IREN, the company that pivoted from Bitcoin mining to AI infrastructure, has closed a $3 billion convertible notes offering — one of the largest financings in the AI infrastructure space. Strong investor demand drove multiple upsizes of the deal, according to the company.
From Bitcoin to AI
IREN started as a Bitcoin mining operation. Over the past couple of years, it shifted focus to building out data centers optimized for artificial intelligence workloads. This week's $3 billion note sale is the clearest signal yet that the market sees IREN as an AI infrastructure player — and that institutional investors are willing to place big bets on that transition.
Demand drove upsizes
The offering wasn't originally $3 billion. IREN upsized it multiple times as demand from buyers outstripped initial targets. The company didn't name the investors, but the willingness to keep adding capacity suggests a deep appetite for AI-related infrastructure debt — especially from firms that see compute capacity as the next scarce resource.
What the money could fund
IREN hasn't detailed exactly where the convertible note proceeds will go. But the company now operates in a capital-intensive slice of the economy: building and running massive data centers for AI training and inference. The $3 billion figure gives it firepower to expand existing sites, secure power contracts, or acquire more hardware. Competitors in the space — from traditional data center REITs to other crypto-miners-turned-AI-shops — have also been raising heavily this year.
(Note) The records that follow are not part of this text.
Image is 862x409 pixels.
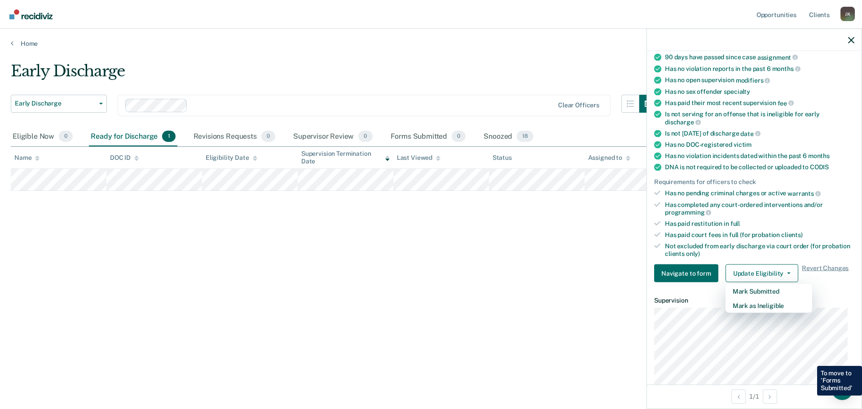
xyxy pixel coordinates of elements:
span: full [731,220,740,227]
div: Assigned to [588,154,631,162]
div: Has completed any court-ordered interventions and/or [665,201,855,216]
span: modifiers [736,76,771,84]
div: Not excluded from early discharge via court order (for probation clients [665,242,855,257]
span: warrants [788,190,821,197]
span: fee [778,99,794,106]
span: only) [686,250,700,257]
dt: Supervision [654,297,855,304]
div: Has no sex offender [665,88,855,95]
span: 1 [162,131,175,142]
button: Mark as Ineligible [726,299,812,313]
button: Update Eligibility [726,265,798,282]
div: Supervision Termination Date [301,150,390,165]
span: Early Discharge [15,100,96,107]
span: Revert Changes [802,265,849,282]
div: Requirements for officers to check [654,178,855,186]
span: 0 [358,131,372,142]
img: Recidiviz [9,9,53,19]
div: Is not [DATE] of discharge [665,129,855,137]
span: assignment [758,53,798,61]
button: Profile dropdown button [841,7,855,21]
button: Next Opportunity [763,389,777,404]
div: Supervisor Review [291,127,375,147]
div: DNA is not required to be collected or uploaded to [665,163,855,171]
div: Has paid court fees in full (for probation [665,231,855,238]
div: Eligibility Date [206,154,257,162]
div: Snoozed [482,127,535,147]
span: clients) [781,231,803,238]
div: Name [14,154,40,162]
div: Clear officers [558,101,600,109]
div: Eligible Now [11,127,75,147]
div: Status [493,154,512,162]
div: 90 days have passed since case [665,53,855,61]
span: programming [665,209,711,216]
div: Revisions Requests [192,127,277,147]
span: 0 [261,131,275,142]
button: Navigate to form [654,265,719,282]
div: Is not serving for an offense that is ineligible for early [665,110,855,126]
span: victim [734,141,752,148]
div: J K [841,7,855,21]
div: Has no DOC-registered [665,141,855,149]
span: 18 [517,131,534,142]
button: Previous Opportunity [732,389,746,404]
span: discharge [665,118,701,125]
span: date [741,130,760,137]
div: Has paid their most recent supervision [665,99,855,107]
div: Has no violation incidents dated within the past 6 [665,152,855,160]
span: months [772,65,801,72]
div: Last Viewed [397,154,441,162]
div: Open Intercom Messenger [832,379,853,400]
div: Early Discharge [11,62,657,88]
div: Forms Submitted [389,127,468,147]
div: Has no open supervision [665,76,855,84]
span: 0 [59,131,73,142]
a: Home [11,40,851,48]
span: specialty [724,88,750,95]
div: Has no pending criminal charges or active [665,190,855,198]
div: DOC ID [110,154,139,162]
button: Mark Submitted [726,284,812,299]
span: 0 [452,131,466,142]
span: months [808,152,830,159]
a: Navigate to form link [654,265,722,282]
span: CODIS [810,163,829,171]
div: Has no violation reports in the past 6 [665,65,855,73]
div: Has paid restitution in [665,220,855,228]
div: 1 / 1 [647,384,862,408]
div: Ready for Discharge [89,127,177,147]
A benchmark for the sector
The size of IREN's deal stands out even by 2026 standards. AI infrastructure financing has grown rapidly, but a single $3 billion convertible note is rare. It shows that lenders and bond buyers are comfortable with the risk profile of companies that operate at the intersection of energy, computing, and crypto heritage — as long as the end customer is AI.
IREN's next move will be watched closely. The company has a large chunk of capital to deploy in a market where construction lead times for data centers can stretch 18 months or more. How fast it can turn that money into revenue-generating compute capacity will determine whether the market's confidence was justified.